With these clarifications in mind, we are ready to compare our settlement list with the reconstruction offered by the community report. It is obvious that the two sources agree in broad outline, with over two-thirds of the farmsteads settled during Alexanderwohl’s first year. However, just as we saw when we compared the Waldheim Gemeindebericht with contemporary records (see here), some of the details of the Gemeindebericht do not correspond to our independently created reconstruction.

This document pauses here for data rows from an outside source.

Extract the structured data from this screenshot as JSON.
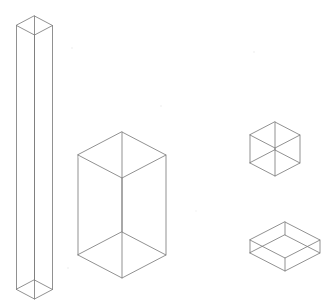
{
  "canvas": {
    "width": 331,
    "height": 306,
    "background_color": "#ffffff",
    "line_color": "#7d7d7d",
    "speck_color": "#f2f2f2",
    "title": "Isometric Wireframe Boxes",
    "description": "Four transparent wireframe rectangular boxes drawn in isometric projection on a plain white background."
  },
  "shapes": [
    {
      "name": "tall-column",
      "label": "Tall slender column",
      "projection": "isometric",
      "top_center": {
        "x": 34.5,
        "y": 16.0
      },
      "half_width": 18.0,
      "half_depth": 9.5,
      "height": 264.0
    },
    {
      "name": "medium-box",
      "label": "Medium upright box",
      "projection": "isometric",
      "top_center": {
        "x": 122.0,
        "y": 132.0
      },
      "half_width": 44.0,
      "half_depth": 23.0,
      "height": 100.0
    },
    {
      "name": "small-cube",
      "label": "Small cube",
      "projection": "isometric",
      "top_center": {
        "x": 275.0,
        "y": 122.0
      },
      "half_width": 25.0,
      "half_depth": 13.0,
      "height": 28.0
    },
    {
      "name": "flat-slab",
      "label": "Flat elongated slab",
      "projection": "isometric",
      "top_center": {
        "x": 285.0,
        "y": 222.0
      },
      "half_width": 35.0,
      "half_depth": 18.0,
      "height": 13.0
    }
  ],
  "specks": [
    {
      "name": "speck-upper-left",
      "x": 72,
      "y": 48,
      "r": 0.9
    },
    {
      "name": "speck-upper-center",
      "x": 161,
      "y": 106,
      "r": 0.9
    },
    {
      "name": "speck-upper-right",
      "x": 254,
      "y": 52,
      "r": 0.9
    },
    {
      "name": "speck-lower-left",
      "x": 68,
      "y": 268,
      "r": 0.9
    },
    {
      "name": "speck-mid-left",
      "x": 79,
      "y": 157,
      "r": 0.8
    },
    {
      "name": "speck-mid-right",
      "x": 196,
      "y": 211,
      "r": 0.8
    }
  ]
}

For example, the compilers of the 1848 community report believed that twenty-two families settled in Alexanderwohl’s first year; in fact, there were at least twenty-three. Further, the community report claims that seven additional families settled in 1823, but our list has only one for that year but lists two for 1821 and three for 1822, to arrive at a total close to the community report’s. (We will return to the issue of the seven 1823 families in a subsequent post, since seven Alexanderwohl names also appear in Rempel 2007, 191.) The community report has the last family settling in 1824, our list in 1826.

That the two sources agree in broad terms should give us confidence that our general understanding of the founding of Alexanderwohl is secure. The main body of the residents arrived in Molotschna in 1820 and completed building their households during the following year. But what do we do about the disagreements with respect to the details?

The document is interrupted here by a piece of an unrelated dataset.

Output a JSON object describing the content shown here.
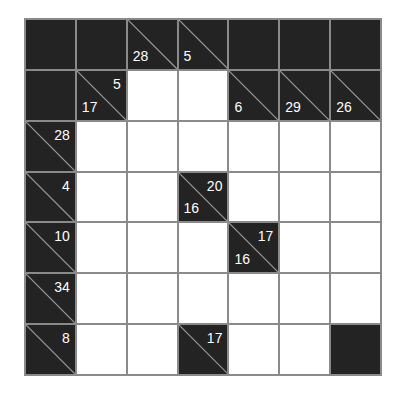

Two plausible explanations come to mind: either we misinterpreted the settlement information at our disposal and created an inaccurate list, or the compilers of the community report misremembered the specifics of the village’s founding, even though they knew the general contours of that event.

In my view, the latter explanation is the more likely. Recall that the Gemeindebericht was written in 1848, twenty-seven years after Alexanderwohl’s founding. Without access to documentary records, the compilers of the report had to rely upon the village’s collective memory, which one would expect to be trustworthy on the general picture but prone to confuse or misremember various details.

They recalled, for example, that the last Wirtschaft was not claimed until after the earlier settlements but seemingly misdated that settlement by several years. Similarly, they knew that over twenty families settled the first year, but they misremembered the exact number and missed it by one. Yet again, they seemed to know that all but one of the Wirtschaften were settled by 1823 (i.e., the report’s 22 + 7), but they mistakenly compressed the settlements spanning three years into a single year: 1823.

What is the lesson we should learn from this? Although the Alexanderwohl Gemeindeberichte is broadly accurate, it is not a contemporary source, at least not as contemporary as the Russian settlement reports that Peter Rempel (2007) has compiled. The further removed any source is from the event that it purports to record, the greater the likelihood that the record will contain one or more errors, at least in terms of the specific details that it offers. We will see the same dynamic at work when we consider our list from another perspective, as we will do in the following post.

Work Cited

Rempel. Peter. 2007. Mennonite Migration to Russia, 1788–1828. Edited by Alfred H. Redekopp and Richard D. Thiessen. Winnepeg: Manitoba Mennonite Historical Society.